The ITU-T G.729 with Annex B fixed-rate speech coder provides toll quality at very low bandwidth. G.729 compresses narrowband linear speech signals at a sample rate of 8kHz to 8kbps, using Conjugate-Structure, Algebraic Code-Excited Linear Prediction (CS-ACELP). The encoder extracts the parameters of the CELP coding model from 10-msec frames.
Annex B implements optional silence-compression techniques to reduce the transmitted bit rate during the silent periods of speech. Discontinuous transmission systems (DTX) use Voice Activity Detection (VAD) and Comfort Noise Generation (CNG). The coder uses occasional Silence Insertion Descriptor (SID) frames during silence.
G.729 with Annex B encoder is widely used in applications that require robust quality, including videoconferencing, internet, multimedia communications, satellite communications, and store/forward.
The G.729 with Annex B has been extremely optimized by DSP Wizard to execute on a Win32 PC or any other multipurpose processor and yet remain bit-exact to the ITU-T standard. DSP Wizard’s G.729 with Annex B will execute nine times faster than the source code published by ITU. On a typical PC with a 3.0GHz processor, encoding and decoding a channel of speech requires only 6% of the processor’s CPU cycles. So a user should be able to process 16 independent channels of speech. This should be fast enough for most real-time applications.
DSP Wizard’s G.729 with Annex B implementation was designed for low resource requirements without sacrificing quality. The speed is extremely fast compared to the published standard, yet it is still bit-exact to the ITU-T standard test suite. Furthermore, the code should be portable to any machine that supports the C language.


• **Directions for this task**
Looking at the entries below, how many lines include the word "White"? Answer with the number alone.

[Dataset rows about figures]

________________

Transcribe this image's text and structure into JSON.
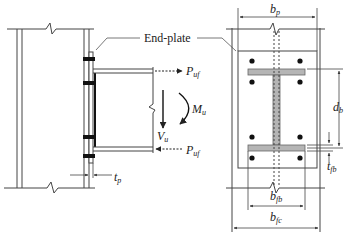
{
  "diagram": {
    "callout": {
      "text": "End-plate"
    },
    "side_view": {
      "forces": {
        "top_flange_force": {
          "main": "P",
          "sub": "uf"
        },
        "bottom_flange_force": {
          "main": "P",
          "sub": "uf"
        },
        "moment": {
          "main": "M",
          "sub": "u"
        },
        "shear": {
          "main": "V",
          "sub": "u"
        }
      },
      "dimensions": {
        "plate_thickness": {
          "main": "t",
          "sub": "p"
        }
      }
    },
    "front_view": {
      "dimensions": {
        "plate_width": {
          "main": "b",
          "sub": "p"
        },
        "beam_depth": {
          "main": "d",
          "sub": "b"
        },
        "beam_flange_thickness": {
          "main": "t",
          "sub": "fb"
        },
        "beam_flange_width": {
          "main": "b",
          "sub": "fb"
        },
        "column_flange_width": {
          "main": "b",
          "sub": "fc"
        }
      },
      "bolt_count": 8
    },
    "colors": {
      "line": "#333333",
      "beam_fill": "#b5b5b5",
      "bolt": "#111111",
      "background": "#ffffff"
    }
  }
}
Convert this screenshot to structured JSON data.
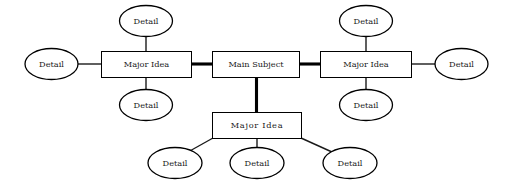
{
  "diagram": {
    "background_color": "#ffffff",
    "stroke_color": "#000000",
    "text_color": "#1a1a1a",
    "nodes": {
      "main_subject": {
        "label": "Main Subject",
        "shape": "rect"
      },
      "major_idea_left": {
        "label": "Major Idea",
        "shape": "rect"
      },
      "major_idea_right": {
        "label": "Major Idea",
        "shape": "rect"
      },
      "major_idea_bottom": {
        "label": "Major  Idea",
        "shape": "rect"
      },
      "detail_left_top": {
        "label": "Detail",
        "shape": "ellipse"
      },
      "detail_left_side": {
        "label": "Detail",
        "shape": "ellipse"
      },
      "detail_left_bottom": {
        "label": "Detail",
        "shape": "ellipse"
      },
      "detail_right_top": {
        "label": "Detail",
        "shape": "ellipse"
      },
      "detail_right_side": {
        "label": "Detail",
        "shape": "ellipse"
      },
      "detail_right_bottom": {
        "label": "Detail",
        "shape": "ellipse"
      },
      "detail_bottom_left": {
        "label": "Detail",
        "shape": "ellipse"
      },
      "detail_bottom_center": {
        "label": "Detail",
        "shape": "ellipse"
      },
      "detail_bottom_right": {
        "label": "Detail",
        "shape": "ellipse"
      }
    }
  }
}
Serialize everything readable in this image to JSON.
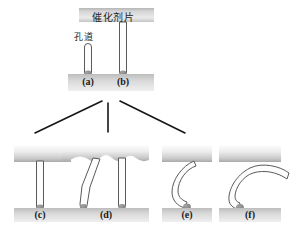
{
  "figure": {
    "title_bar_label": "催化剂片",
    "pore_label": "孔道",
    "background_color": "#ffffff",
    "slab_color_light": "#f2f2f2",
    "slab_color_dark": "#a8a8a8",
    "tube_outline_color": "#4d4d4d",
    "tube_fill_color": "#fdfdfd",
    "cap_color": "#8c8c8c",
    "connector_line_color": "#161616"
  },
  "top_group": {
    "name": "catalyst-slice-overview",
    "panels": [
      {
        "id": "a",
        "label": "(a)",
        "description": "short-pore-channel"
      },
      {
        "id": "b",
        "label": "(b)",
        "description": "through-pore-channel"
      }
    ]
  },
  "connectors": {
    "count": 3,
    "labels": [
      "branch-left",
      "branch-center",
      "branch-right"
    ]
  },
  "bottom_group": {
    "name": "pore-variants",
    "panels": [
      {
        "id": "c",
        "label": "(c)",
        "description": "straight-pore"
      },
      {
        "id": "d",
        "label": "(d)",
        "description": "bent-pore-pair-rough-surface"
      },
      {
        "id": "e",
        "label": "(e)",
        "description": "curved-pore"
      },
      {
        "id": "f",
        "label": "(f)",
        "description": "hooked-pore-open-end"
      }
    ]
  }
}
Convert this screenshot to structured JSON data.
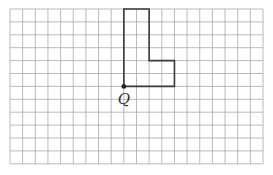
{
  "diagram": {
    "grid": {
      "columns": 20,
      "rows": 12,
      "origin_x": 10,
      "origin_y": 9,
      "cell_w": 12.65,
      "cell_h": 12.9,
      "line_color": "#a8a8a8"
    },
    "shape": {
      "name": "L-shape",
      "vertices_grid": [
        [
          9,
          6
        ],
        [
          9,
          0
        ],
        [
          11,
          0
        ],
        [
          11,
          4
        ],
        [
          13,
          4
        ],
        [
          13,
          6
        ]
      ],
      "stroke_color": "#3a3a3a"
    },
    "point": {
      "label": "Q",
      "grid_x": 9,
      "grid_y": 6,
      "color": "#222222"
    }
  }
}
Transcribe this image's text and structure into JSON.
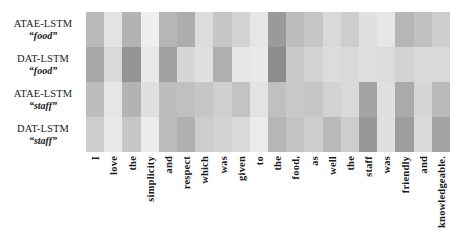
{
  "figure": {
    "kind": "attention-heatmap",
    "background_color": "#ffffff"
  },
  "rows": [
    {
      "model": "ATAE-LSTM",
      "aspect": "“food”"
    },
    {
      "model": "DAT-LSTM",
      "aspect": "“food”"
    },
    {
      "model": "ATAE-LSTM",
      "aspect": "“staff”"
    },
    {
      "model": "DAT-LSTM",
      "aspect": "“staff”"
    }
  ],
  "chart_data": {
    "type": "heatmap",
    "title": "",
    "xlabel": "",
    "ylabel": "",
    "grid": false,
    "legend_position": "none",
    "colormap": "greys",
    "value_range": [
      0.0,
      1.0
    ],
    "x": [
      "I",
      "love",
      "the",
      "simplicity",
      "and",
      "respect",
      "which",
      "was",
      "given",
      "to",
      "the",
      "food,",
      "as",
      "well",
      "the",
      "staff",
      "was",
      "friendly",
      "and",
      "knowledgeable."
    ],
    "y": [
      "ATAE-LSTM “food”",
      "DAT-LSTM “food”",
      "ATAE-LSTM “staff”",
      "DAT-LSTM “staff”"
    ],
    "series": [
      {
        "name": "ATAE-LSTM “food”",
        "values": [
          0.42,
          0.16,
          0.46,
          0.08,
          0.44,
          0.5,
          0.2,
          0.34,
          0.26,
          0.14,
          0.62,
          0.4,
          0.34,
          0.22,
          0.3,
          0.18,
          0.14,
          0.44,
          0.38,
          0.3
        ]
      },
      {
        "name": "DAT-LSTM “food”",
        "values": [
          0.54,
          0.22,
          0.66,
          0.12,
          0.58,
          0.24,
          0.18,
          0.48,
          0.14,
          0.12,
          0.7,
          0.32,
          0.26,
          0.2,
          0.22,
          0.18,
          0.2,
          0.26,
          0.22,
          0.22
        ]
      },
      {
        "name": "ATAE-LSTM “staff”",
        "values": [
          0.4,
          0.14,
          0.46,
          0.18,
          0.4,
          0.38,
          0.34,
          0.28,
          0.36,
          0.16,
          0.38,
          0.32,
          0.34,
          0.26,
          0.22,
          0.56,
          0.18,
          0.52,
          0.24,
          0.42
        ]
      },
      {
        "name": "DAT-LSTM “staff”",
        "values": [
          0.3,
          0.12,
          0.34,
          0.1,
          0.4,
          0.48,
          0.3,
          0.26,
          0.22,
          0.1,
          0.44,
          0.36,
          0.3,
          0.42,
          0.3,
          0.64,
          0.18,
          0.6,
          0.22,
          0.56
        ]
      }
    ]
  }
}
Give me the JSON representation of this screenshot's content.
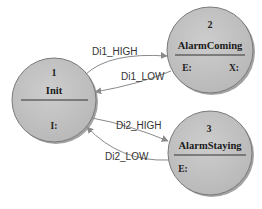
{
  "diagram": {
    "type": "state-machine",
    "colors": {
      "state_fill": "#c4c4c4",
      "state_stroke": "#7a7a7a",
      "shadow": "#8c8c8c",
      "edge": "#8a8a8a",
      "text": "#222222"
    },
    "states": [
      {
        "id": "1",
        "number": "1",
        "name": "Init",
        "actions": [
          "I:"
        ]
      },
      {
        "id": "2",
        "number": "2",
        "name": "AlarmComing",
        "actions": [
          "E:",
          "X:"
        ]
      },
      {
        "id": "3",
        "number": "3",
        "name": "AlarmStaying",
        "actions": [
          "E:"
        ]
      }
    ],
    "transitions": [
      {
        "from": "1",
        "to": "2",
        "label": "Di1_HIGH"
      },
      {
        "from": "2",
        "to": "1",
        "label": "Di1_LOW"
      },
      {
        "from": "1",
        "to": "3",
        "label": "Di2_HIGH"
      },
      {
        "from": "3",
        "to": "1",
        "label": "Di2_LOW"
      }
    ]
  }
}
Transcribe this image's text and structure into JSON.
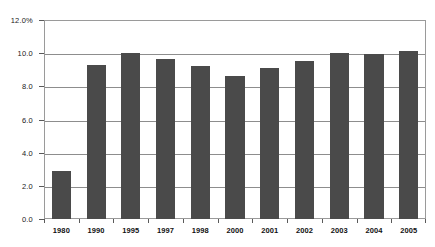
{
  "chart_data": {
    "type": "bar",
    "title": "",
    "subtitle": "",
    "xlabel": "",
    "ylabel": "",
    "categories": [
      "1980",
      "1990",
      "1995",
      "1997",
      "1998",
      "2000",
      "2001",
      "2002",
      "2003",
      "2004",
      "2005"
    ],
    "values": [
      2.9,
      9.3,
      10.0,
      9.65,
      9.2,
      8.6,
      9.1,
      9.5,
      10.0,
      9.95,
      10.15
    ],
    "ylim": [
      0.0,
      12.0
    ],
    "ytick_values": [
      0.0,
      2.0,
      4.0,
      6.0,
      8.0,
      10.0,
      12.0
    ],
    "ytick_labels": [
      "0.0",
      "2.0",
      "4.0",
      "6.0",
      "8.0",
      "10.0",
      "12.0%"
    ],
    "grid": true,
    "grid_axis": "y",
    "legend": false,
    "legend_position": "none",
    "annotations": [],
    "series": [
      {
        "name": "",
        "values": [
          2.9,
          9.3,
          10.0,
          9.65,
          9.2,
          8.6,
          9.1,
          9.5,
          10.0,
          9.95,
          10.15
        ]
      }
    ]
  },
  "style": {
    "bar_color": "#4a4a4a",
    "grid_color": "#8d8d8d",
    "frame_color": "#9a9a9a",
    "text_color": "#111111",
    "background": "#ffffff"
  }
}
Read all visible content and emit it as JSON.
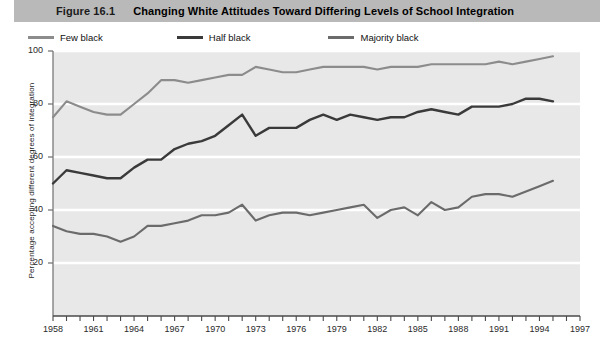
{
  "figure": {
    "number": "Figure 16.1",
    "title": "Changing White Attitudes Toward Differing Levels of School Integration"
  },
  "colors": {
    "title_bar": "#b9b9b9",
    "plot_background": "#e8e8e8",
    "gridline": "#ffffff",
    "axis": "#6e6e6e",
    "few_black": "#8c8c8c",
    "half_black": "#3a3a3a",
    "majority_black": "#6b6b6b"
  },
  "chart_data": {
    "type": "line",
    "title": "Changing White Attitudes Toward Differing Levels of School Integration",
    "xlabel": "",
    "ylabel": "Percentage accepting different degrees of integration",
    "xlim": [
      1958,
      1997
    ],
    "ylim": [
      0,
      100
    ],
    "grid": true,
    "legend_position": "top-left",
    "yticks": [
      20,
      40,
      60,
      80,
      100
    ],
    "xticks": [
      1958,
      1959,
      1960,
      1961,
      1962,
      1963,
      1964,
      1965,
      1966,
      1967,
      1968,
      1969,
      1970,
      1971,
      1972,
      1973,
      1974,
      1975,
      1976,
      1977,
      1978,
      1979,
      1980,
      1981,
      1982,
      1983,
      1984,
      1985,
      1986,
      1987,
      1988,
      1989,
      1990,
      1991,
      1992,
      1993,
      1994,
      1995,
      1996,
      1997
    ],
    "xtick_labels": [
      1958,
      1961,
      1964,
      1967,
      1970,
      1973,
      1976,
      1979,
      1982,
      1985,
      1988,
      1991,
      1994,
      1997
    ],
    "x": [
      1958,
      1959,
      1960,
      1961,
      1962,
      1963,
      1964,
      1965,
      1966,
      1967,
      1968,
      1969,
      1970,
      1971,
      1972,
      1973,
      1974,
      1975,
      1976,
      1977,
      1978,
      1979,
      1980,
      1981,
      1982,
      1983,
      1984,
      1985,
      1986,
      1987,
      1988,
      1989,
      1990,
      1991,
      1992,
      1993,
      1994,
      1995
    ],
    "series": [
      {
        "name": "Few black",
        "color": "#8c8c8c",
        "values": [
          75,
          81,
          79,
          77,
          76,
          76,
          80,
          84,
          89,
          89,
          88,
          89,
          90,
          91,
          91,
          94,
          93,
          92,
          92,
          93,
          94,
          94,
          94,
          94,
          93,
          94,
          94,
          94,
          95,
          95,
          95,
          95,
          95,
          96,
          95,
          96,
          97,
          98
        ]
      },
      {
        "name": "Half black",
        "color": "#3a3a3a",
        "values": [
          50,
          55,
          54,
          53,
          52,
          52,
          56,
          59,
          59,
          63,
          65,
          66,
          68,
          72,
          76,
          68,
          71,
          71,
          71,
          74,
          76,
          74,
          76,
          75,
          74,
          75,
          75,
          77,
          78,
          77,
          76,
          79,
          79,
          79,
          80,
          82,
          82,
          81
        ]
      },
      {
        "name": "Majority black",
        "color": "#6b6b6b",
        "values": [
          34,
          32,
          31,
          31,
          30,
          28,
          30,
          34,
          34,
          35,
          36,
          38,
          38,
          39,
          42,
          36,
          38,
          39,
          39,
          38,
          39,
          40,
          41,
          42,
          37,
          40,
          41,
          38,
          43,
          40,
          41,
          45,
          46,
          46,
          45,
          47,
          49,
          51
        ]
      }
    ]
  }
}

________________

• **Final answer**
2